HomeCommunity NewsA Beautiful Coat and a Son’s Hurtful Status

A Beautiful Coat and a Son’s Hurtful Status

By Rev. Heather Blackstone
Special to The Tribune

Rev. Heather Blackstone

They weren’t pretty, just a large rectangle, crudely sewn, with the front unstitched and two openings left for the arms. These garments men wore in the ancient Near East were needed only for warmth and protection from rain.
While they were often removed for labor, these simple, somewhat makeshift pieces were worn by every man. Their only variations being slight differences in the flaxseed used and signs of wear, these cloaks were like ancient uniforms marking the wearer as a hard-working member of the community.
One day a young boy showed his older brothers his new cloak. This one was pretty. Carefully made, the edges were stitched, not left ragged. It even had sleeves, long billowing sleeves that would make any physical work impossible. Some believe that it was also very colorful, made with dyes used only for people of high position. Clearly this son, despite having 10 older brothers and being born to his father’s second wife, had been marked as the leader of the family.

As you can imagine, this did not go over well. In this story, one of the most famous in the Bible, the brothers sell the brother into slavery to Ishmaelites ­— a group created by a whole other awkward brother-father relationship. They dip the famous coat in goat’s blood and tell his father that their brother, Joseph, must have been killed. Their father is devastated and his sons relieved. It was hard to always be second to someone who seemed loved unfairly.
This is one of several classic Sunday school stories we tell over and over without looking at what is really happening. I suppose the idea of a fancy coat makes it seem fun, the colors distract from the idea that this is actually a story about classism. Joseph was a long-awaited son, born to the wife his father loved best, and therefore he was showered with preferred treatment. Joseph’s status was confusing and hurtful to the rest of the family. While all having the same father, education and upbringing, Joseph’s brothers would always be seen as less simply because of who their mothers were.
This story gives us the opportunity to ask the always relevant question: What are our reasons for treating some people better than others? Why are people with more training and leadership experience passed over for someone with none? Why are people with darker skin assumed to be threatening when most of us have never had as much as a negative encounter with a person of color? Why do women still get shut down in meetings and then criticized for not speaking up? Why do we overlook atrocious behavior as simply “boys being boys”?
What Joseph’s brothers planned to do and then ultimately did wasn’t OK, and as a person of faith I can see how God was able to work though their actions and actually turn this into a story of grace. However, God’s working through this and fixing a really bad situation doesn’t excuse the actions of a father who couldn’t see through his own prejudices. This story reminds us that we need to constantly check ourselves, our decisions, our opinions as well as the body language we use toward one another and remember that at our core, we are all cut of the same cloth — we are all members of the same family.

The writer is director of youth ministries at St. Edmund’s Episcopal Church.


» Work to be completed: Write out the listing below in full and exactly, leaving out every picture.

--- Data shown Enclosed Below ---

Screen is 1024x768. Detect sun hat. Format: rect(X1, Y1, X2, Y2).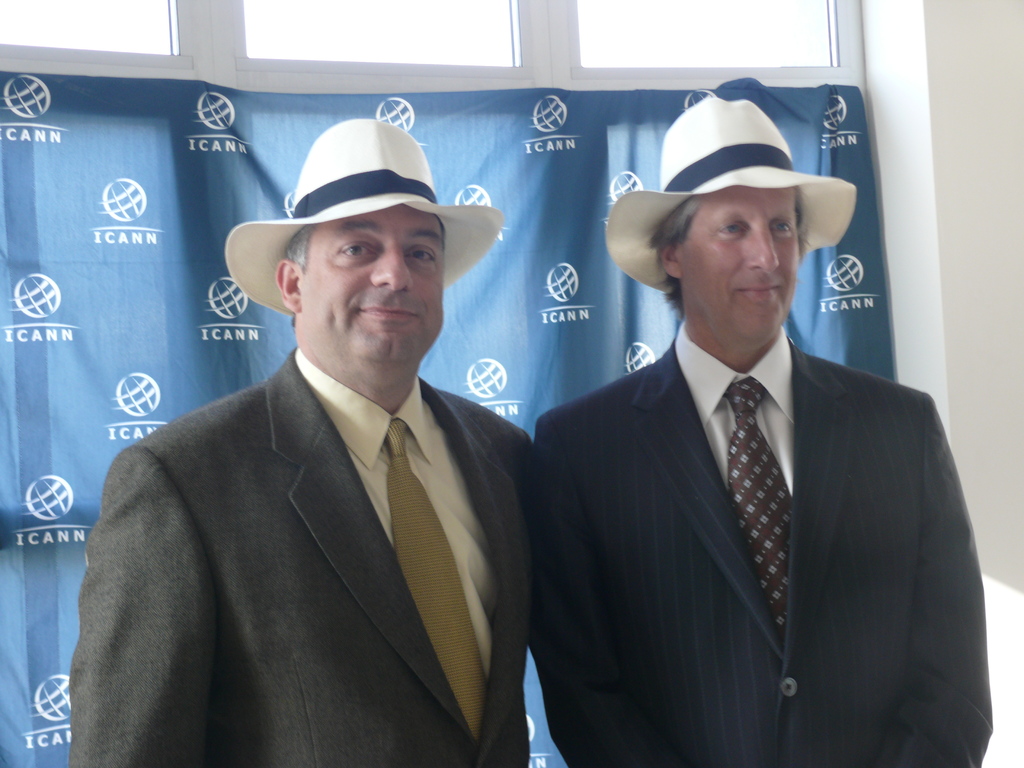
rect(215, 120, 513, 332).
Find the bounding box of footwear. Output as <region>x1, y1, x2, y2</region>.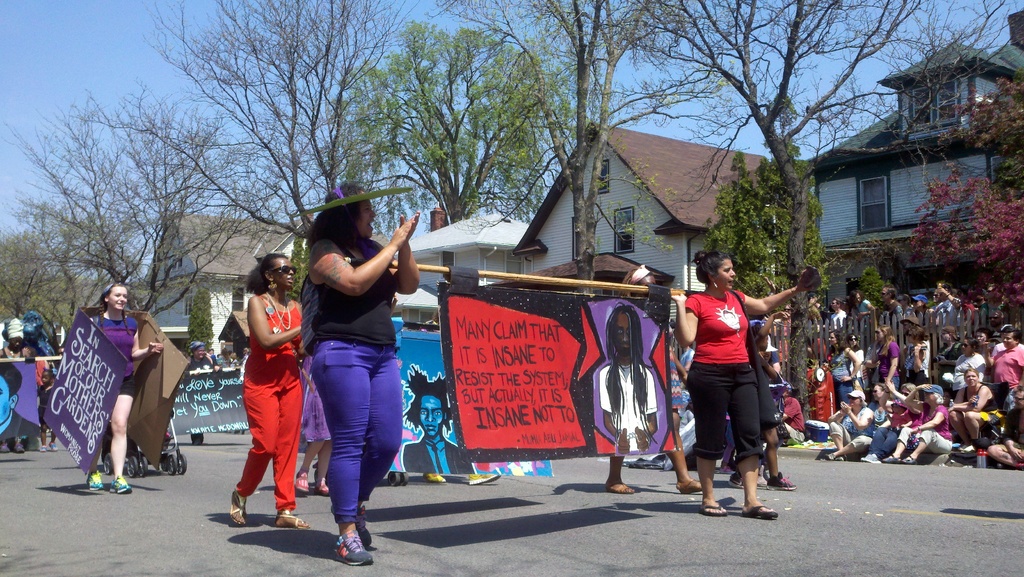
<region>295, 469, 308, 492</region>.
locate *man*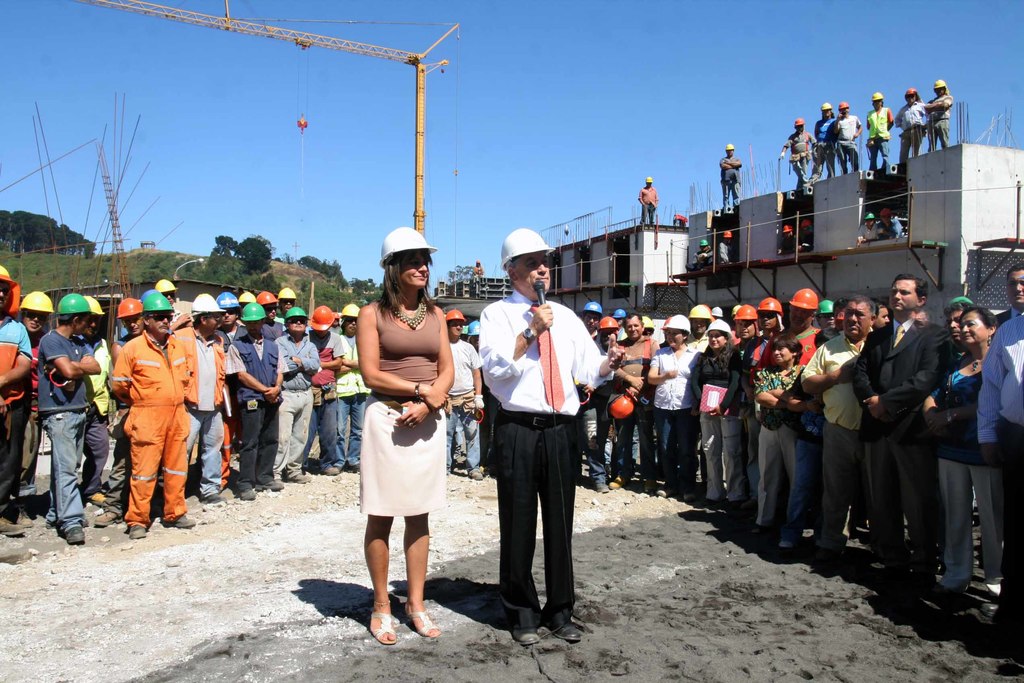
box(166, 292, 227, 493)
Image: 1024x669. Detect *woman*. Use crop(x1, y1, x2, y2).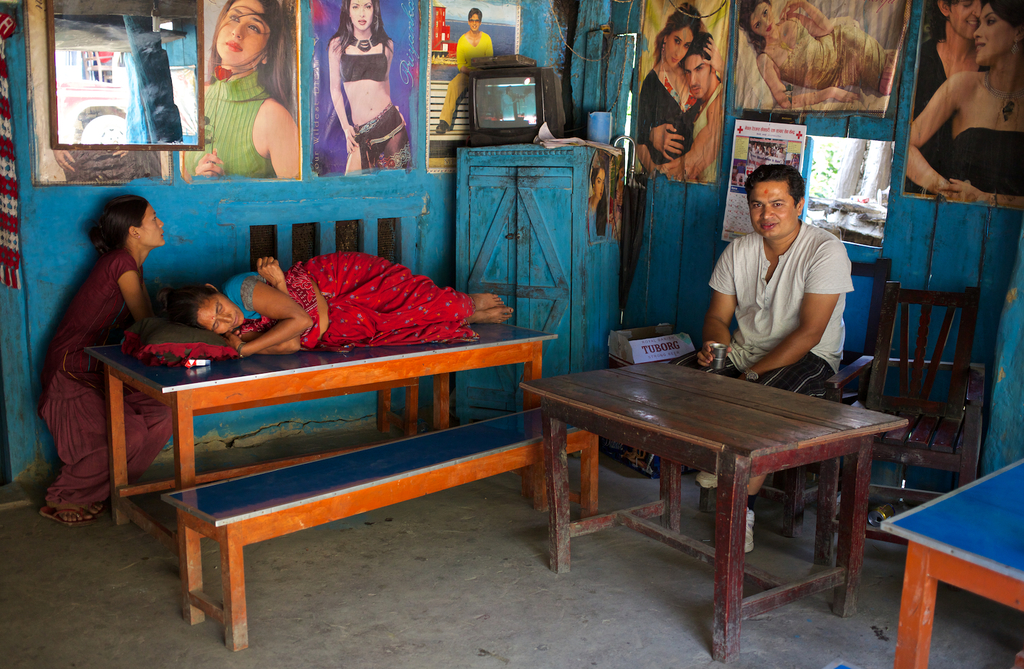
crop(184, 0, 301, 177).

--- End of Enclosed Data shown ---

» Task answer:
Screen is 1024x768. Detect sun hat. Format: rect(X1, Y1, X2, Y2).
rect(215, 120, 513, 332).
Find the bounding box of footwear. Output as <region>x1, y1, x2, y2</region>.
<region>295, 469, 308, 492</region>.
locate *man*
box(166, 292, 227, 493)
Image: 1024x669. Detect *woman*. Use crop(x1, y1, x2, y2).
crop(184, 0, 301, 177).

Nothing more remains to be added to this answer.